··· Records provided ···

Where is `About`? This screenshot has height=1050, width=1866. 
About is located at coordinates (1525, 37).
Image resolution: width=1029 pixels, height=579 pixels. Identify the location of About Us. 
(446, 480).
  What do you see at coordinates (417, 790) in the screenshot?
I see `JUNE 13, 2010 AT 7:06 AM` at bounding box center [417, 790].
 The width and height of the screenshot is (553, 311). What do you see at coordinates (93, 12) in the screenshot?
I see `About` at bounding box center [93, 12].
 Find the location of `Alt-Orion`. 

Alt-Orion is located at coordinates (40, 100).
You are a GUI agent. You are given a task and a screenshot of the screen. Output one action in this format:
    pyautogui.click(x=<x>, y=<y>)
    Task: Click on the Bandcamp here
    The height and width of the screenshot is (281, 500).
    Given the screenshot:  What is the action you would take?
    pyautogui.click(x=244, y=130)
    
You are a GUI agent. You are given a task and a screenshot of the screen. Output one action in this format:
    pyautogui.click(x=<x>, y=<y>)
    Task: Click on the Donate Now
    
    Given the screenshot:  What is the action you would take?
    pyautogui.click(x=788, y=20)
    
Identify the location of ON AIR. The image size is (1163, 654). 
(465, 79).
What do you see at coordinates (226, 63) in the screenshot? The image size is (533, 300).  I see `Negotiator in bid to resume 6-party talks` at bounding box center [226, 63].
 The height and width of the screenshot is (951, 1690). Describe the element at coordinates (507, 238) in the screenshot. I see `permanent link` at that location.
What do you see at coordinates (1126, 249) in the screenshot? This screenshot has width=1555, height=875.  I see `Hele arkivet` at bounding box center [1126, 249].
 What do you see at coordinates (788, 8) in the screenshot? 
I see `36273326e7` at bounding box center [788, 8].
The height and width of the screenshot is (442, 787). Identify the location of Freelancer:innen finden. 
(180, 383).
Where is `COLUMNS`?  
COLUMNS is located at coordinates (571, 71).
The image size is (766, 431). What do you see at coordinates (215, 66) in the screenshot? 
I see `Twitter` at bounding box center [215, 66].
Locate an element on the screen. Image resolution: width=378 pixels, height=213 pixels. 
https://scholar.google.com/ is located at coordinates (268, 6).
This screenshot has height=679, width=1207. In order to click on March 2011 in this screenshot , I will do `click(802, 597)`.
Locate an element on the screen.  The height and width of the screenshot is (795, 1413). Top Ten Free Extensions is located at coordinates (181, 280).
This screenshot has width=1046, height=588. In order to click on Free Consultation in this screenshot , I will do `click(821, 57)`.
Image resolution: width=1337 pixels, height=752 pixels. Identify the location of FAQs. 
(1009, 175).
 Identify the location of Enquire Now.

···

§ **Exercise prompt**
Give back each record exactly, from the first line through the last.

§ **Answer to the problem**
Where is `About`? This screenshot has height=1050, width=1866. 
About is located at coordinates (1525, 37).
Image resolution: width=1029 pixels, height=579 pixels. Identify the location of About Us. 
(446, 480).
  What do you see at coordinates (417, 790) in the screenshot?
I see `JUNE 13, 2010 AT 7:06 AM` at bounding box center [417, 790].
 The width and height of the screenshot is (553, 311). What do you see at coordinates (93, 12) in the screenshot?
I see `About` at bounding box center [93, 12].
 Find the location of `Alt-Orion`. 

Alt-Orion is located at coordinates (40, 100).
You are a GUI agent. You are given a task and a screenshot of the screen. Output one action in this format:
    pyautogui.click(x=<x>, y=<y>)
    Task: Click on the Bandcamp here
    The height and width of the screenshot is (281, 500).
    Given the screenshot:  What is the action you would take?
    pyautogui.click(x=244, y=130)
    
You are a GUI agent. You are given a task and a screenshot of the screen. Output one action in this format:
    pyautogui.click(x=<x>, y=<y>)
    Task: Click on the Donate Now
    
    Given the screenshot:  What is the action you would take?
    pyautogui.click(x=788, y=20)
    
Identify the location of ON AIR. The image size is (1163, 654). 
(465, 79).
What do you see at coordinates (226, 63) in the screenshot? The image size is (533, 300).  I see `Negotiator in bid to resume 6-party talks` at bounding box center [226, 63].
 The height and width of the screenshot is (951, 1690). Describe the element at coordinates (507, 238) in the screenshot. I see `permanent link` at that location.
What do you see at coordinates (1126, 249) in the screenshot? This screenshot has width=1555, height=875.  I see `Hele arkivet` at bounding box center [1126, 249].
 What do you see at coordinates (788, 8) in the screenshot? 
I see `36273326e7` at bounding box center [788, 8].
The height and width of the screenshot is (442, 787). Identify the location of Freelancer:innen finden. 
(180, 383).
Where is `COLUMNS`?  
COLUMNS is located at coordinates (571, 71).
The image size is (766, 431). What do you see at coordinates (215, 66) in the screenshot? 
I see `Twitter` at bounding box center [215, 66].
Locate an element on the screen. Image resolution: width=378 pixels, height=213 pixels. 
https://scholar.google.com/ is located at coordinates (268, 6).
This screenshot has height=679, width=1207. In order to click on March 2011 in this screenshot , I will do `click(802, 597)`.
Locate an element on the screen.  The height and width of the screenshot is (795, 1413). Top Ten Free Extensions is located at coordinates (181, 280).
This screenshot has width=1046, height=588. In order to click on Free Consultation in this screenshot , I will do `click(821, 57)`.
Image resolution: width=1337 pixels, height=752 pixels. Identify the location of FAQs. 
(1009, 175).
 Identify the location of Enquire Now.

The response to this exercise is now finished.